Ghetto, but goes a long way in helping harden individual Asterisk servers on which one has no choice but to leave the SIP call agent open to the public Internet: iptables -A INPUT -p UDP --dport 5060 -m string --string 'friendly-scanner' -j DROP On 05/18/2011 12:42 PM, Spencer wrote:
I'm not sure what your requirements are but, we recently blocked all non-ARIN IP space from reaching our registrars. We had something similar happen and this has essentiallyeliminated the fraudulent calls we saw.
Thanks, Spencer
------------------------------------------------------------------------ Message: 1 Date: Tue, 17 May 2011 15:53:15 -0700 From: Darren Schreiber <d at d-man.org <mailto:d at d-man.org>> To: "VoiceOps at voiceops.org <mailto:VoiceOps at voiceops.org>" <VoiceOps at voiceops.org <mailto:VoiceOps at voiceops.org>> Subject: [VoiceOps] Fraud fun Message-ID: <C9F84A6B.2097A%d at d-man.org <mailto:d at d-man.org>> Content-Type: text/plain; charset="us-ascii"
Hi folks, We have been hit twice in the past two days with calls to 011-252-XXXXXXXX (calls to Somalia I believe, and the originating IP is from Pakistan)
It's the same user each time, I think he had a weak password, but it cost us over $100, which isn't too bad (we catch it quick) but I'd like to get it closer to $0. :-)
Any good recommendations for IP ranges to block from incoming connections?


▸ Task goal: The result is the exact lines from the one containing "Give bounding boxes" through the final line of the entries; leave out the pictures.

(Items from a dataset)
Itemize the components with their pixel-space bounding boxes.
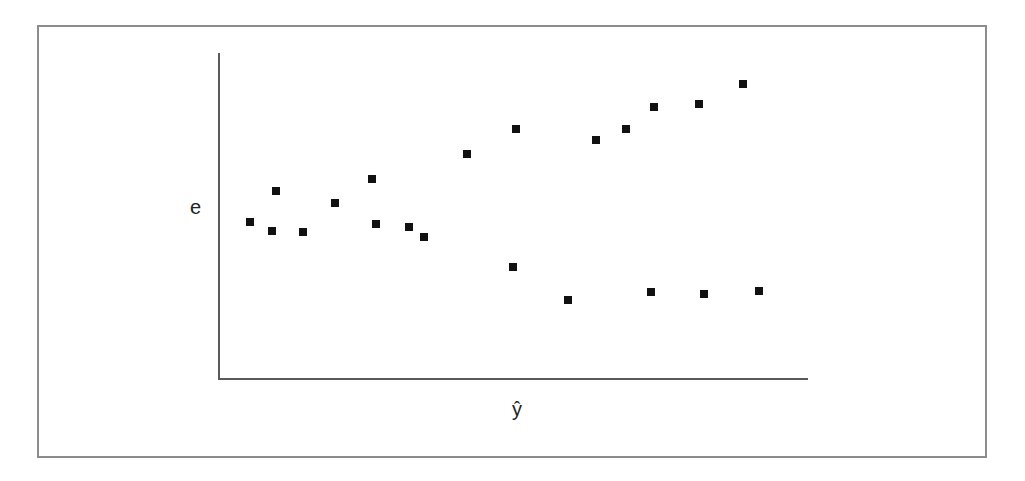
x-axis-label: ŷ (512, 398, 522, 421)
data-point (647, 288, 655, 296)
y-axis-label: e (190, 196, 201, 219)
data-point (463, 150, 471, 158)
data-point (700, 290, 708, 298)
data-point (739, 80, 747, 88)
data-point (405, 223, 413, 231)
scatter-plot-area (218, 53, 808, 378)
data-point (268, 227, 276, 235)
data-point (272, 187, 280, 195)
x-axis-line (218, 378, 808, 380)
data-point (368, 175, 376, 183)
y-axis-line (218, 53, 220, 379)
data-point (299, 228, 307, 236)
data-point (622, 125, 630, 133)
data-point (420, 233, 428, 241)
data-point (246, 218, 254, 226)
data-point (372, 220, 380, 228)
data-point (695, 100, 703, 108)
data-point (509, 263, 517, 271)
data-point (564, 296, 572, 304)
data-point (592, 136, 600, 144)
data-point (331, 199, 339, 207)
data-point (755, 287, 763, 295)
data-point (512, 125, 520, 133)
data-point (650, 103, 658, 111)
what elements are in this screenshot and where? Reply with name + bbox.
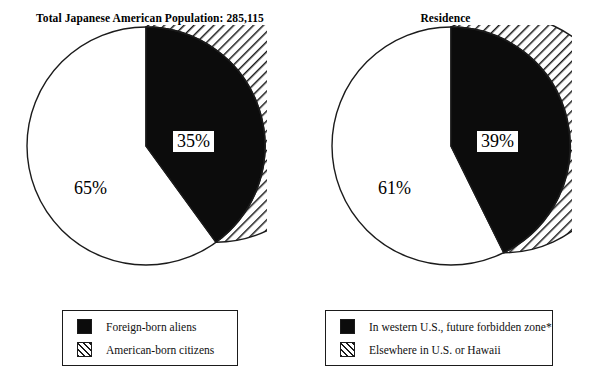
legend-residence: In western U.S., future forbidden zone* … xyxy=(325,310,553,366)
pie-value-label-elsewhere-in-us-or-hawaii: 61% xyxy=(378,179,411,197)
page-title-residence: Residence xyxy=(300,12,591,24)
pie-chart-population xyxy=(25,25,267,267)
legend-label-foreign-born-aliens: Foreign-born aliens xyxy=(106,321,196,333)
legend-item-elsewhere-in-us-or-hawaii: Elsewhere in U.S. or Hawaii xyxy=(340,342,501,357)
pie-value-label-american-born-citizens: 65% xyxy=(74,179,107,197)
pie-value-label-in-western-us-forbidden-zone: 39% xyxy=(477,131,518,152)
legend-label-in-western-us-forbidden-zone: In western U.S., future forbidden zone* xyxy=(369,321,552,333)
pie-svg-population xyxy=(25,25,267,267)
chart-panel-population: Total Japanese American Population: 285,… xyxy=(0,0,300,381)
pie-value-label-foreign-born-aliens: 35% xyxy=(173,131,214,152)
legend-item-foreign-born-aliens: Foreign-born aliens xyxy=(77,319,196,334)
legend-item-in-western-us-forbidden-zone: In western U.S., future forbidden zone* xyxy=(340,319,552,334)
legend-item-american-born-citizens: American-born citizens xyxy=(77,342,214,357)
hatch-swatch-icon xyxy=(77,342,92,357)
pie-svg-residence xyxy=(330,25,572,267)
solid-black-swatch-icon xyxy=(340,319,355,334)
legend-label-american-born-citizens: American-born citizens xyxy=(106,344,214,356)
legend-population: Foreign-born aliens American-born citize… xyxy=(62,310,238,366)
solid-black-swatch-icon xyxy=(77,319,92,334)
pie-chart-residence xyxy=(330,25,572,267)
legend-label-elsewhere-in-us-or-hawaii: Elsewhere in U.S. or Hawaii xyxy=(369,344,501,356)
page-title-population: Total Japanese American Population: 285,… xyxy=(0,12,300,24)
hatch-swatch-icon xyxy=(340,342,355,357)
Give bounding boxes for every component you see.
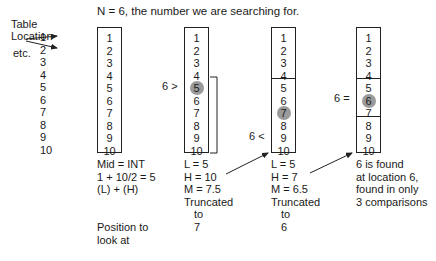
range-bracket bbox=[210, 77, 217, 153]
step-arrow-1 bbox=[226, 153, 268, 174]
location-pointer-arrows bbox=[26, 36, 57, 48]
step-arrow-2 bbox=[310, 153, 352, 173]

▸ The answer:
Give bounding boxes for every component you see.
range-bracket bbox=[210, 77, 217, 153]
step-arrow-1 bbox=[226, 153, 268, 174]
location-pointer-arrows bbox=[26, 36, 57, 48]
step-arrow-2 bbox=[310, 153, 352, 173]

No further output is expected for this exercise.